10. The city on whose territory the V Extraordinary Regional Congress of Soviets opened in 1918 (Khabarovsk)

11. Soviet military leader, participant in the Civil War in the Far East, one of the organizers and commanders of the People's Revolutionary Army of the Far Eastern Republic (Seryshev)

12. Poem by A. Drakokhrust, dedicated to the memory of the executed Austro-Hungarian musicians on the Amur Cliff in Khabarovsk in 1918.

("International")

13. One of the municipal districts of the Khabarovsk Territory is named after this hero of the Civil War (Lazo)

15. Commander of the 12th Division of the Japanese Imperial Army, which captured Khabarovsk on September 4, 1918 (Ooh)

Literature.

1. T. S. Bessolitsyna “Streets of the Far Eastern Capital”, - Khabarovsk; publishing house Khvorov A. Yu. p.32, p.66

2. Echo of partisan hills. The civil war on the territory of the Khabarovsk Territory in the memoirs of participants and local historians. Khabarovsk 1972

3. V. N. Gnatishin etc. “Khabarovsk”, Atlas. Main Directorate of Geodesy and Cartography under the Council of Ministers of the USSR. 1989

4. P. L. Morozov “Khabarovsk. Brief reference book,” - Khabarovsk book publishing house.
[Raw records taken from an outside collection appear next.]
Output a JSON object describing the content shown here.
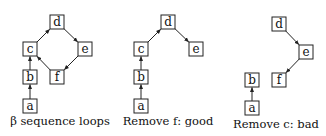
{
  "panels": [
    {
      "caption": "β sequence loops",
      "caption_pos": [
        60,
        125
      ],
      "nodes": [
        {
          "id": "d",
          "label": "d",
          "x": 57,
          "y": 22
        },
        {
          "id": "c",
          "label": "c",
          "x": 30,
          "y": 49
        },
        {
          "id": "e",
          "label": "e",
          "x": 85,
          "y": 49
        },
        {
          "id": "b",
          "label": "b",
          "x": 30,
          "y": 77
        },
        {
          "id": "f",
          "label": "f",
          "x": 57,
          "y": 77
        },
        {
          "id": "a",
          "label": "a",
          "x": 30,
          "y": 106
        }
      ],
      "edges": [
        [
          "a",
          "b"
        ],
        [
          "b",
          "c"
        ],
        [
          "c",
          "d"
        ],
        [
          "d",
          "e"
        ],
        [
          "e",
          "f"
        ],
        [
          "f",
          "c"
        ]
      ]
    },
    {
      "caption": "Remove f:  good",
      "caption_pos": [
        168,
        125
      ],
      "nodes": [
        {
          "id": "d",
          "label": "d",
          "x": 168,
          "y": 22
        },
        {
          "id": "c",
          "label": "c",
          "x": 141,
          "y": 49
        },
        {
          "id": "e",
          "label": "e",
          "x": 196,
          "y": 49
        },
        {
          "id": "b",
          "label": "b",
          "x": 141,
          "y": 77
        },
        {
          "id": "a",
          "label": "a",
          "x": 141,
          "y": 106
        }
      ],
      "edges": [
        [
          "a",
          "b"
        ],
        [
          "b",
          "c"
        ],
        [
          "c",
          "d"
        ],
        [
          "d",
          "e"
        ]
      ]
    },
    {
      "caption": "Remove c:  bad",
      "caption_pos": [
        276,
        128
      ],
      "nodes": [
        {
          "id": "d",
          "label": "d",
          "x": 279,
          "y": 24
        },
        {
          "id": "e",
          "label": "e",
          "x": 306,
          "y": 52
        },
        {
          "id": "f",
          "label": "f",
          "x": 279,
          "y": 80
        },
        {
          "id": "b",
          "label": "b",
          "x": 252,
          "y": 80
        },
        {
          "id": "a",
          "label": "a",
          "x": 252,
          "y": 108
        }
      ],
      "edges": [
        [
          "a",
          "b"
        ],
        [
          "d",
          "e"
        ],
        [
          "e",
          "f"
        ]
      ]
    }
  ]
}
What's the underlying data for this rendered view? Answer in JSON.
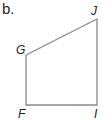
{
  "part_label": "b.",
  "figure": {
    "type": "quadrilateral",
    "stroke_color": "#8a8a8a",
    "vertices": [
      {
        "name": "G",
        "x": 26,
        "y": 55
      },
      {
        "name": "J",
        "x": 97,
        "y": 19
      },
      {
        "name": "I",
        "x": 97,
        "y": 105
      },
      {
        "name": "F",
        "x": 26,
        "y": 105
      }
    ],
    "labels": {
      "G": "G",
      "J": "J",
      "I": "I",
      "F": "F"
    }
  }
}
5. P. L. Morozov “Khabarovsk”. Story. Modernity. Prospects,” - Khabarovsk book publishing house. 1988

6. N. P. Ryabov “The streets of Khabarovsk tell the story...”, - Khabarovsk book publishing house. 1977

7. N. F. Sungorkin, G. Chechulina, A. Suturin “Khabarovsk: 1858-1983. Essay on history”, Khabarovsk book publishing house.

8. N. F. Sungorkin “History of the Amur Flotilla”, handwritten book, 1983.

9. “Far Eastern Truth”, dated April 21, 1920, Regional Archives of the Khabarovsk Territory, F.1641 (collection), 1360 (collection)

10. From the history of the Civil War and intervention in the Far East, Khabarovsk Pedagogical Institute, 1978.